There’s plenty for me to kvetch about in regards to yesterday’s first L.A. Storytellers workshop at the Dorothy Chandler Pavilion. But the encompassing aggravation is that I’m a writer, not a teller.
I won’t go too deep into a play-by-play other than to say I arrived to find a much larger turnout than I’d been expecting, and I’m happy to say that the Music Center personnel were terrifically accommodating in allowing me to secure The Phoenix in the Dorothy Chandler’s coat check room (perhaps the first time a bicycle has graced the confines normally reserved for furs and such).
After checking in, the workshop facilitators with Cornerstone Theater (of whom apparently actor Bill Pullman is perhaps a board member because he was the the videographer for the day) got everyone loosened up and mingling with several engaging exercises successfully designed to get us all talking to each other, Then after a bagel and juice break we reconvened to count off from one to five and be divied up into smaller groups for the actual story telling. I wound up in the “1” group and as fate would have it I was the only male among the 10 of us.
After some fun physicalization drills, our group’s director Page dove us right into the storytelling and I made the mistake of speaking up and inquiring as to whether I should freestyle through the 100 word synopsis I submitted when I signed up or wade through the 3,000 word draft I’d written some time ago.
Page’s eyes got wide at “3,000” but she told me that the choice was up to me and why don’t I go first.
“But I don’t want to go first.”
“Why not.”
I started to say because I don’t wanna, but looking around at the pleasant circle of ladies (most of whom were older than me) I had a good idea that my story — besides being monumentally looooong and rather personal — was also going to be the only tale involving a throat being cut. And all my personal indicators were telling me to be anyone but the first one.
But instead I just said “fine” and away I launched bumblingly into a very poor construct of my downtown tale of theft, insurance fraud, deceit, double cross, blackmail and murder in which I felt obliged to apologize for the backstory, in between getting ahead of myself and having to backtrack and reiterate and generally just feel like an idiot.
But nevermore so idiotic then when I was finally getting to the homestretch and all of a sudden up pops Page with a built-in condescension she may or may not be able to avoid but was perhaps trying to mask with something attempting sincerity (and failing) telling me from behind this phony grin that I instantly hated how sorry she was to interrupt but that I needed to wrap it in the interest of everyone else having the opportunity having to tell their stories.
Note: I have a history of reacting rather strongly
to being interupted in the middle of presentations.
A lot of things happened in the seconds that followed Page’s spike strip. I looked at my watch expecting in horror to see that a half hour had somehow transpired from the moment I opened my mouth, but was pleased to see I was only approaching my sixth minute. Then I got pissed off at Page for a whole number of reasons: stopping me; failing as the so-called “director” to provide anything resembling direction (such as “try to keep your presentations to less than five minutes” would’ve been nice); her fake grin. Then I totally lost my train of thought and briefly toyed with just saying “and they all were incarcerated happily ever after, the end.” and abruptly gathering my stuff, bidding the fair ladies adieu and getting the fark outta there and on with my life.
But instead I shrugged and wrapped the story up anticlimactically and sat back seethingly inwardly as Page and her assistant scribbled some notes before moving onto the next story, which was an elderly woman’s quaint tale — in poem form — of herself as a young girl coming down with her Yiddish-speaking mother to the old Philharmonic via the Red Car to see Arthur Rubenstein perform. Very nice.
The rest of the women brought forth nothing resembling stories so much as brief recollections, vignettes and reminiscences of downtown events and experiences. Most were very nice and very brief, reinforcing me as the odd man out, literally, figuratively and narratively.
After that we adjourned upstairs for some final thoughts with everyone before being released. Whereupon I retrieved my bike and rode down to the site of my story’s murder — my first time back since my last day working there in 1982 — to find the place was just as I remembered it from 25 years ago:
Barring getting some sort of “thanks but no thanks” correspondence from the events organizers, I’m certainly willing to return for the second L.A. Storytellers workshop and subsequent “performance” in a couple weeks. But that’s contingent primarily on my willingness to whittle my story to a more concise format, and secondarily on whether or not I have any desire to work with the likes of people such as Page. Editing the piece down is no problem, but should I accept that mission and then show up to find I’m paired with her again, I just might run screaming from the building.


> _ASSIGNMENT_:
Make an exact copy of the records, with the pictures left out.

[Data tied to figure images]

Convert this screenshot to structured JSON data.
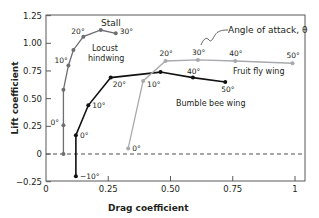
{
  "chart_data": {
    "type": "line",
    "title": "",
    "xlabel": "Drag coefficient",
    "ylabel": "Lift coefficient",
    "xlim": [
      0,
      1.03
    ],
    "ylim": [
      -0.25,
      1.25
    ],
    "x_ticks": [
      "0",
      "0.25",
      "0.50",
      "0.75",
      "1"
    ],
    "x_tick_values": [
      0,
      0.25,
      0.5,
      0.75,
      1
    ],
    "y_ticks": [
      "1.25",
      "1.00",
      "0.75",
      "0.50",
      "0.25",
      "0",
      "−0.25"
    ],
    "y_tick_values": [
      1.25,
      1.0,
      0.75,
      0.5,
      0.25,
      0,
      -0.25
    ],
    "grid": false,
    "zero_line": "dashed",
    "annotations": [
      {
        "text": "Stall",
        "x": 0.22,
        "y": 1.12
      },
      {
        "text": "Angle of attack, θ",
        "x": 0.62,
        "y": 1.15
      }
    ],
    "series": [
      {
        "name": "Locust hindwing",
        "color": "#6d6e71",
        "points": [
          {
            "x": 0.07,
            "y": 0.0,
            "label": ""
          },
          {
            "x": 0.07,
            "y": 0.26,
            "label": "0°"
          },
          {
            "x": 0.07,
            "y": 0.58,
            "label": ""
          },
          {
            "x": 0.09,
            "y": 0.8,
            "label": "10°"
          },
          {
            "x": 0.11,
            "y": 0.94,
            "label": ""
          },
          {
            "x": 0.15,
            "y": 1.06,
            "label": "20°"
          },
          {
            "x": 0.22,
            "y": 1.12,
            "label": ""
          },
          {
            "x": 0.28,
            "y": 1.09,
            "label": "30°"
          }
        ]
      },
      {
        "name": "Bumble bee wing",
        "color": "#111111",
        "points": [
          {
            "x": 0.12,
            "y": -0.2,
            "label": "−10°"
          },
          {
            "x": 0.12,
            "y": 0.17,
            "label": "0°"
          },
          {
            "x": 0.17,
            "y": 0.44,
            "label": "10°"
          },
          {
            "x": 0.26,
            "y": 0.69,
            "label": "20°"
          },
          {
            "x": 0.46,
            "y": 0.74,
            "label": ""
          },
          {
            "x": 0.59,
            "y": 0.69,
            "label": "40°"
          },
          {
            "x": 0.72,
            "y": 0.65,
            "label": "50°"
          }
        ]
      },
      {
        "name": "Fruit fly wing",
        "color": "#a7a9ac",
        "points": [
          {
            "x": 0.33,
            "y": 0.05,
            "label": "0°"
          },
          {
            "x": 0.39,
            "y": 0.66,
            "label": "10°"
          },
          {
            "x": 0.48,
            "y": 0.84,
            "label": "20°"
          },
          {
            "x": 0.61,
            "y": 0.85,
            "label": "30°"
          },
          {
            "x": 0.76,
            "y": 0.84,
            "label": "40°"
          },
          {
            "x": 0.99,
            "y": 0.82,
            "label": "50°"
          }
        ]
      }
    ]
  },
  "labels": {
    "stall": "Stall",
    "locust_line1": "Locust",
    "locust_line2": "hindwing",
    "bumble": "Bumble bee wing",
    "fruitfly": "Fruit fly wing",
    "angle": "Angle of attack, θ",
    "xlabel": "Drag coefficient",
    "ylabel": "Lift coefficient"
  }
}
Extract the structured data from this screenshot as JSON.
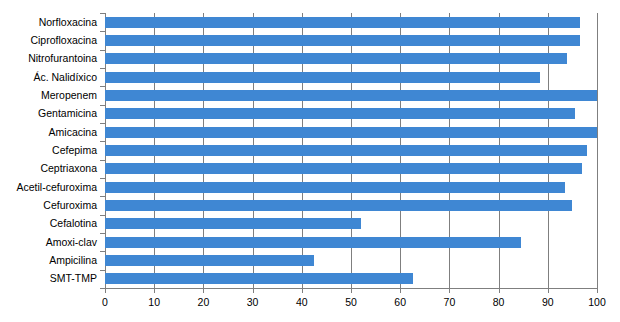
{
  "chart_data": {
    "type": "bar",
    "orientation": "horizontal",
    "title": "",
    "subtitle": "",
    "xlabel": "",
    "ylabel": "",
    "xlim": [
      0,
      100
    ],
    "xticks": [
      "0",
      "10",
      "20",
      "30",
      "40",
      "50",
      "60",
      "70",
      "80",
      "90",
      "100"
    ],
    "xtick_values": [
      0,
      10,
      20,
      30,
      40,
      50,
      60,
      70,
      80,
      90,
      100
    ],
    "grid": "vertical",
    "legend": "none",
    "bar_color": "#3f87d3",
    "axis_color": "#7f7f7f",
    "categories": [
      "Norfloxacina",
      "Ciprofloxacina",
      "Nitrofurantoina",
      "Ác. Nalidíxico",
      "Meropenem",
      "Gentamicina",
      "Amicacina",
      "Cefepima",
      "Ceptriaxona",
      "Acetil-cefuroxima",
      "Cefuroxima",
      "Cefalotina",
      "Amoxi-clav",
      "Ampicilina",
      "SMT-TMP"
    ],
    "values": [
      96.5,
      96.5,
      94,
      88.5,
      100,
      95.5,
      100,
      98,
      97,
      93.5,
      95,
      52,
      84.5,
      42.5,
      62.5
    ]
  }
}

> _SOLUTION TO THIS TASK_:
Convert this screenshot to structured JSON data.
{
  "chart_data": {
    "type": "line",
    "title": "",
    "xlabel": "Drag coefficient",
    "ylabel": "Lift coefficient",
    "xlim": [
      0,
      1.03
    ],
    "ylim": [
      -0.25,
      1.25
    ],
    "x_ticks": [
      "0",
      "0.25",
      "0.50",
      "0.75",
      "1"
    ],
    "x_tick_values": [
      0,
      0.25,
      0.5,
      0.75,
      1
    ],
    "y_ticks": [
      "1.25",
      "1.00",
      "0.75",
      "0.50",
      "0.25",
      "0",
      "−0.25"
    ],
    "y_tick_values": [
      1.25,
      1.0,
      0.75,
      0.5,
      0.25,
      0,
      -0.25
    ],
    "grid": false,
    "zero_line": "dashed",
    "annotations": [
      {
        "text": "Stall",
        "x": 0.22,
        "y": 1.12
      },
      {
        "text": "Angle of attack, θ",
        "x": 0.62,
        "y": 1.15
      }
    ],
    "series": [
      {
        "name": "Locust hindwing",
        "color": "#6d6e71",
        "points": [
          {
            "x": 0.07,
            "y": 0.0,
            "label": ""
          },
          {
            "x": 0.07,
            "y": 0.26,
            "label": "0°"
          },
          {
            "x": 0.07,
            "y": 0.58,
            "label": ""
          },
          {
            "x": 0.09,
            "y": 0.8,
            "label": "10°"
          },
          {
            "x": 0.11,
            "y": 0.94,
            "label": ""
          },
          {
            "x": 0.15,
            "y": 1.06,
            "label": "20°"
          },
          {
            "x": 0.22,
            "y": 1.12,
            "label": ""
          },
          {
            "x": 0.28,
            "y": 1.09,
            "label": "30°"
          }
        ]
      },
      {
        "name": "Bumble bee wing",
        "color": "#111111",
        "points": [
          {
            "x": 0.12,
            "y": -0.2,
            "label": "−10°"
          },
          {
            "x": 0.12,
            "y": 0.17,
            "label": "0°"
          },
          {
            "x": 0.17,
            "y": 0.44,
            "label": "10°"
          },
          {
            "x": 0.26,
            "y": 0.69,
            "label": "20°"
          },
          {
            "x": 0.46,
            "y": 0.74,
            "label": ""
          },
          {
            "x": 0.59,
            "y": 0.69,
            "label": "40°"
          },
          {
            "x": 0.72,
            "y": 0.65,
            "label": "50°"
          }
        ]
      },
      {
        "name": "Fruit fly wing",
        "color": "#a7a9ac",
        "points": [
          {
            "x": 0.33,
            "y": 0.05,
            "label": "0°"
          },
          {
            "x": 0.39,
            "y": 0.66,
            "label": "10°"
          },
          {
            "x": 0.48,
            "y": 0.84,
            "label": "20°"
          },
          {
            "x": 0.61,
            "y": 0.85,
            "label": "30°"
          },
          {
            "x": 0.76,
            "y": 0.84,
            "label": "40°"
          },
          {
            "x": 0.99,
            "y": 0.82,
            "label": "50°"
          }
        ]
      }
    ]
  },
  "labels": {
    "stall": "Stall",
    "locust_line1": "Locust",
    "locust_line2": "hindwing",
    "bumble": "Bumble bee wing",
    "fruitfly": "Fruit fly wing",
    "angle": "Angle of attack, θ",
    "xlabel": "Drag coefficient",
    "ylabel": "Lift coefficient"
  }
}
Extract the structured data from this screenshot as JSON.
{
  "chart_data": {
    "type": "bar",
    "orientation": "horizontal",
    "title": "",
    "subtitle": "",
    "xlabel": "",
    "ylabel": "",
    "xlim": [
      0,
      100
    ],
    "xticks": [
      "0",
      "10",
      "20",
      "30",
      "40",
      "50",
      "60",
      "70",
      "80",
      "90",
      "100"
    ],
    "xtick_values": [
      0,
      10,
      20,
      30,
      40,
      50,
      60,
      70,
      80,
      90,
      100
    ],
    "grid": "vertical",
    "legend": "none",
    "bar_color": "#3f87d3",
    "axis_color": "#7f7f7f",
    "categories": [
      "Norfloxacina",
      "Ciprofloxacina",
      "Nitrofurantoina",
      "Ác. Nalidíxico",
      "Meropenem",
      "Gentamicina",
      "Amicacina",
      "Cefepima",
      "Ceptriaxona",
      "Acetil-cefuroxima",
      "Cefuroxima",
      "Cefalotina",
      "Amoxi-clav",
      "Ampicilina",
      "SMT-TMP"
    ],
    "values": [
      96.5,
      96.5,
      94,
      88.5,
      100,
      95.5,
      100,
      98,
      97,
      93.5,
      95,
      52,
      84.5,
      42.5,
      62.5
    ]
  }
}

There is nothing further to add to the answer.